EPA Toxic Release Inventory

Chemical plants near me

Type any U.S. address to see industrial chemical plants reporting to EPA's Toxic Release Inventory within 25 miles. 23,331 TRI facilities nationwide reported 2.7B lb of on-site chemical releases in the latest year.

What is a TRI-reporting chemical plant?

The Toxic Release Inventory was created after the Bhopal disaster to give communities the right to know what chemicals are being released into their air, water, and land. Under the Emergency Planning and Community Right-to-Know Act, facilities in specific industries (manufacturing, mining, utilities, federal facilities) that exceed chemical-specific reporting thresholds have to submit annual reports disclosing how much of each listed chemical they released on-site, transferred off-site, or otherwise managed as waste.

About 23,331 U.S. facilities file TRI reports each year, covering roughly 770 chemicals. These aren't only "chemical plants" in the Dow/DuPont sense — they include refineries, steel mills, paper mills, electronics manufacturers, metal finishers, coal-fired power plants, mining operations, and any large factory whose process uses or produces a listed chemical in quantity.

Largest releasers by state

What the data does and doesn't cover

TRI is a lower bound on industrial chemical pollution. It does not include:

It does cover the things most people mean when they say "chemical plant": the 20,000+ industrial facilities whose stacks and outfalls are EPA's main target for chemical emissions regulation.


**The problem**
Looking at the records below, say how many lines include "condensate", and add nothing else.

**Exercise data**
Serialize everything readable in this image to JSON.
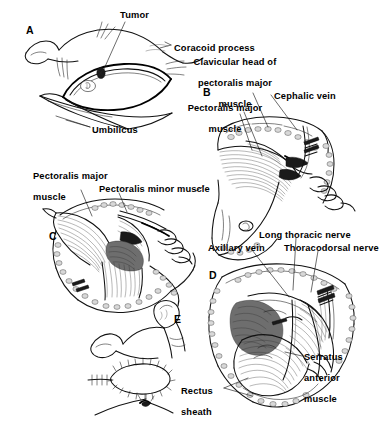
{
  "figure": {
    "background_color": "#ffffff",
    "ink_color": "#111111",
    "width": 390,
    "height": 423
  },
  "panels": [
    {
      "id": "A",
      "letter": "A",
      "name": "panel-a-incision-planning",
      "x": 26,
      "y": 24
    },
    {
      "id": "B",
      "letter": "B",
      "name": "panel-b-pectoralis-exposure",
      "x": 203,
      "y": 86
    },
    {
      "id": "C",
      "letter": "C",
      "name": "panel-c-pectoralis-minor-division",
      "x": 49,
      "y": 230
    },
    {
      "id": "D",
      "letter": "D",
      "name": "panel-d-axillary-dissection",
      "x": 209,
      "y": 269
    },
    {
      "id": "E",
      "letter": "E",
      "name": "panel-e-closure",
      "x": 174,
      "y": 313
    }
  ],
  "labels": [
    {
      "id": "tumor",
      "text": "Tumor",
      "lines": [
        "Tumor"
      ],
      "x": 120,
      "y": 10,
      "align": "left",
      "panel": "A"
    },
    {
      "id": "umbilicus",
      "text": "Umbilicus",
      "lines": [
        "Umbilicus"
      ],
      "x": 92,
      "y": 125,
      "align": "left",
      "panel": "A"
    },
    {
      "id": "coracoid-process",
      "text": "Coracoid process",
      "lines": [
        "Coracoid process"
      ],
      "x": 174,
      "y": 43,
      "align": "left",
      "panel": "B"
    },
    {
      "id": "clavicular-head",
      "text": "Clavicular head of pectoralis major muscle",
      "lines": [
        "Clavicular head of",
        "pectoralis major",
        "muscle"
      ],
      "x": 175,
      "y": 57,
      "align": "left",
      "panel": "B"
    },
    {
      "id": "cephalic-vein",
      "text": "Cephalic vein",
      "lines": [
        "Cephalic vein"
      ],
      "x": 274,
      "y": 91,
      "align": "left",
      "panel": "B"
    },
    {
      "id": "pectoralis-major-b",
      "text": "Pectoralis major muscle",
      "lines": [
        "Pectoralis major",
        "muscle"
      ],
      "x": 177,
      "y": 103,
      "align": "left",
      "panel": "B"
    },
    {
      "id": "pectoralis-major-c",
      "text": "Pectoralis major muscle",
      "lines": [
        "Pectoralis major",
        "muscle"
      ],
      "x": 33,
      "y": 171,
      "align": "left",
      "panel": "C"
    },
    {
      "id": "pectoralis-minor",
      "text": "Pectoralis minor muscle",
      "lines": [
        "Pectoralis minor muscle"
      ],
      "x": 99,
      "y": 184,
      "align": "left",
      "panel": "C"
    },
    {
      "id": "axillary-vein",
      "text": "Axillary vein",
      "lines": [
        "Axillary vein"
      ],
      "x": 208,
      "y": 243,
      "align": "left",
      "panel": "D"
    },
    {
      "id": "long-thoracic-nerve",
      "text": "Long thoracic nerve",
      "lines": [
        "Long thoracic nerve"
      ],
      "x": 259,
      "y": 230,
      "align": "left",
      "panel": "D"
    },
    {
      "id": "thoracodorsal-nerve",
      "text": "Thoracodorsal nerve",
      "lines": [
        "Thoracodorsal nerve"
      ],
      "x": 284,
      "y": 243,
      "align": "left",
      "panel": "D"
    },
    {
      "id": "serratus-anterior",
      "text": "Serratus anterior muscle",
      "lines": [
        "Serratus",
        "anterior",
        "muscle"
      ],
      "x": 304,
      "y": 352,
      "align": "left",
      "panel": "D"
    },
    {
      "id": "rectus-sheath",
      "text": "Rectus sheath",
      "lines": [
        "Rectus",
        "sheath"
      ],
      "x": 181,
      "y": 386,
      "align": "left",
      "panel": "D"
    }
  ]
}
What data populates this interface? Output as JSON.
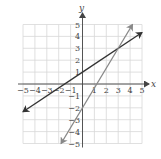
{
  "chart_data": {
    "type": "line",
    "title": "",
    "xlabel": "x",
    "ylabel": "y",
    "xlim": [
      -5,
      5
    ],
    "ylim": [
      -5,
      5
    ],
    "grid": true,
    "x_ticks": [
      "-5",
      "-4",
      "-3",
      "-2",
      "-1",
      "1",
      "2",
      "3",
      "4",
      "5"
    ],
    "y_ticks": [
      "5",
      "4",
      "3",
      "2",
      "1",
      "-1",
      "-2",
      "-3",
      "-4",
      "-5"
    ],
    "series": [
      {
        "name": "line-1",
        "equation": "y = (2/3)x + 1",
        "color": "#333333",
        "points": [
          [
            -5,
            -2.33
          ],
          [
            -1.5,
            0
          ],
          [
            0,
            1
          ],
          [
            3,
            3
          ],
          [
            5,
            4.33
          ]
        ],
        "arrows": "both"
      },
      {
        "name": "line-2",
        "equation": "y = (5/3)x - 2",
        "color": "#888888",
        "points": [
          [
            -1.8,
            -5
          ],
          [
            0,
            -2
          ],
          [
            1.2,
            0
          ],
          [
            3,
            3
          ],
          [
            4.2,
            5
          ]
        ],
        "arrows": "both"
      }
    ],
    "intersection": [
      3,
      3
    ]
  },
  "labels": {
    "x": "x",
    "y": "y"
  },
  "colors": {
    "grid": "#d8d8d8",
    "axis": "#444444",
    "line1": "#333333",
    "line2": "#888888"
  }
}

---

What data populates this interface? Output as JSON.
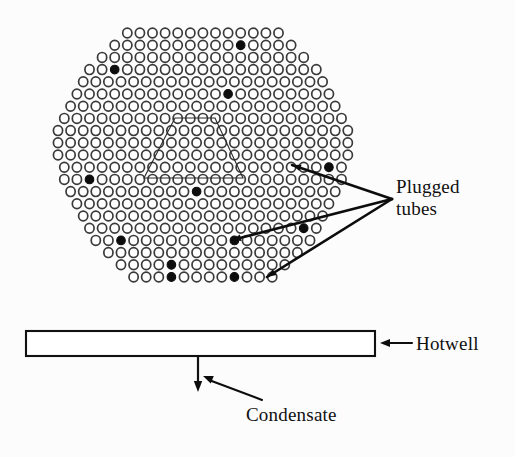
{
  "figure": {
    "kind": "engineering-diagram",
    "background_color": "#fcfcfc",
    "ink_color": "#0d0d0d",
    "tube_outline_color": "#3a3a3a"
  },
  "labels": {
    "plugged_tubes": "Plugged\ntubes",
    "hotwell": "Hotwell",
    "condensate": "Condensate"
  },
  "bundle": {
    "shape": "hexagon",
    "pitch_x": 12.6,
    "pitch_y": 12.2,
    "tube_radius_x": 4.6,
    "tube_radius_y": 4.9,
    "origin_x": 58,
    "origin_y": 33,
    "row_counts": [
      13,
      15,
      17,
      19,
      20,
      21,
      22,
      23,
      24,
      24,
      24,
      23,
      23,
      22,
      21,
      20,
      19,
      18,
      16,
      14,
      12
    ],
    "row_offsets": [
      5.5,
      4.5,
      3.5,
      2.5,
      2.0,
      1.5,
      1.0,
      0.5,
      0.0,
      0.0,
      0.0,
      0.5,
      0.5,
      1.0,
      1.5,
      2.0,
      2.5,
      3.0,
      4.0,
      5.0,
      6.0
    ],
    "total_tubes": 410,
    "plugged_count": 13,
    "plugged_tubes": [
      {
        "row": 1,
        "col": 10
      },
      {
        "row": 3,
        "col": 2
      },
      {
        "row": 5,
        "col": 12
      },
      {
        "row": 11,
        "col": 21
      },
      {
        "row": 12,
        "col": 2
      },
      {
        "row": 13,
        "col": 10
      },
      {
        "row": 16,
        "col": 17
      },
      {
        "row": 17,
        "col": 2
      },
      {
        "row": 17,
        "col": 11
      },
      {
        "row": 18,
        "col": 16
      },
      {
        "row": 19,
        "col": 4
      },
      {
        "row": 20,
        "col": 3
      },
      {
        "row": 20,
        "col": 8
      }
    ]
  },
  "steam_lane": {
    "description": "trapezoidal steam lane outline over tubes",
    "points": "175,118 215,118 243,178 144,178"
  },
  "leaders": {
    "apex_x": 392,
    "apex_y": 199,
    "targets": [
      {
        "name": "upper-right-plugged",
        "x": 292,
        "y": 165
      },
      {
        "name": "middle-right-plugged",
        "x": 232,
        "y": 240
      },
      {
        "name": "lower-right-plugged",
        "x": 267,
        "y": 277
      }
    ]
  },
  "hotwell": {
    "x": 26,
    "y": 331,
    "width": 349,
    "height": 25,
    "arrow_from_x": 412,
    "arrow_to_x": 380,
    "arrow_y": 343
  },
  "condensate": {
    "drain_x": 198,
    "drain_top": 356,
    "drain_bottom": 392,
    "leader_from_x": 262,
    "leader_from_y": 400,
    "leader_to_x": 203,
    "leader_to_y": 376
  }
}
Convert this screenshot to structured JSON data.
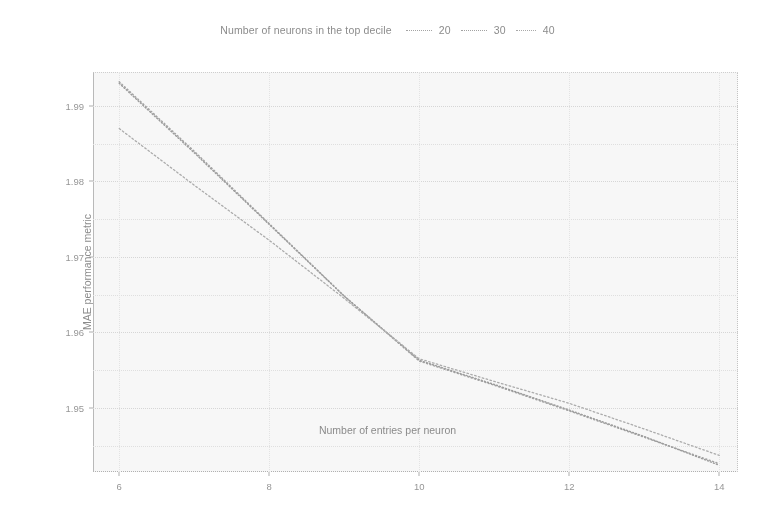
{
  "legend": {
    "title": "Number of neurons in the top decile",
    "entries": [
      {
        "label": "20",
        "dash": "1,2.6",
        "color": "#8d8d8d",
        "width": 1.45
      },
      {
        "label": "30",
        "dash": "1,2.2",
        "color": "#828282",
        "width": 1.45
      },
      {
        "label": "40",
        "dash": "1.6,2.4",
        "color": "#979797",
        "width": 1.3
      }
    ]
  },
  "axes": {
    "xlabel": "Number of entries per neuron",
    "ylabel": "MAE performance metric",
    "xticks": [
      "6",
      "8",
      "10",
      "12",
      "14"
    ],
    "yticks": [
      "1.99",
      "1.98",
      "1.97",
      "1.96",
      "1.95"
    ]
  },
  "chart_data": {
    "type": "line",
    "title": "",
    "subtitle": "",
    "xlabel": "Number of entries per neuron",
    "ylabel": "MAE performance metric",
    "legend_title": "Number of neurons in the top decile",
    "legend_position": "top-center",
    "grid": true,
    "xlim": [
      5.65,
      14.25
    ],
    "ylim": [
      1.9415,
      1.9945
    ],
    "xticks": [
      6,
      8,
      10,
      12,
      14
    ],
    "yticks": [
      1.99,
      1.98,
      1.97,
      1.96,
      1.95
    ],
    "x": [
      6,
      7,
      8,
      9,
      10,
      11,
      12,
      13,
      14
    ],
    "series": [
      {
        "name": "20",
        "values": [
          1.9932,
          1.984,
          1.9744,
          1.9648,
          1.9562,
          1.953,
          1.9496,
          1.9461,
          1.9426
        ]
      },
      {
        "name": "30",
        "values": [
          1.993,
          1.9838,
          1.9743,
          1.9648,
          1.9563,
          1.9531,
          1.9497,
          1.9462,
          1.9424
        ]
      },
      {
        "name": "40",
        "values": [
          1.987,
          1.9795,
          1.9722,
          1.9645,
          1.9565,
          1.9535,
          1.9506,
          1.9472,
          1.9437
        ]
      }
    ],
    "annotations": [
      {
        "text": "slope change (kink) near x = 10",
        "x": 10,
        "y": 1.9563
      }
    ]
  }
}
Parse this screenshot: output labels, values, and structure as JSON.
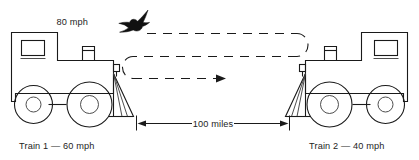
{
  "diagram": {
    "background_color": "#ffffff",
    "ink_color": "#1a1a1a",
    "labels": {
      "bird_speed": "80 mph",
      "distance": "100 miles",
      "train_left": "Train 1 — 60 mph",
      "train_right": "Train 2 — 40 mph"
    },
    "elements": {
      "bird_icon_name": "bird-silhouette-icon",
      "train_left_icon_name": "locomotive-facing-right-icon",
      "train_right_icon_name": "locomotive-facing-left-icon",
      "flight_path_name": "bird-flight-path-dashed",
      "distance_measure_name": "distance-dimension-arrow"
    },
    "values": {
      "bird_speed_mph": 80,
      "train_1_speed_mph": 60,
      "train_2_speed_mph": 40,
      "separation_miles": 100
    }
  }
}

**Response**
2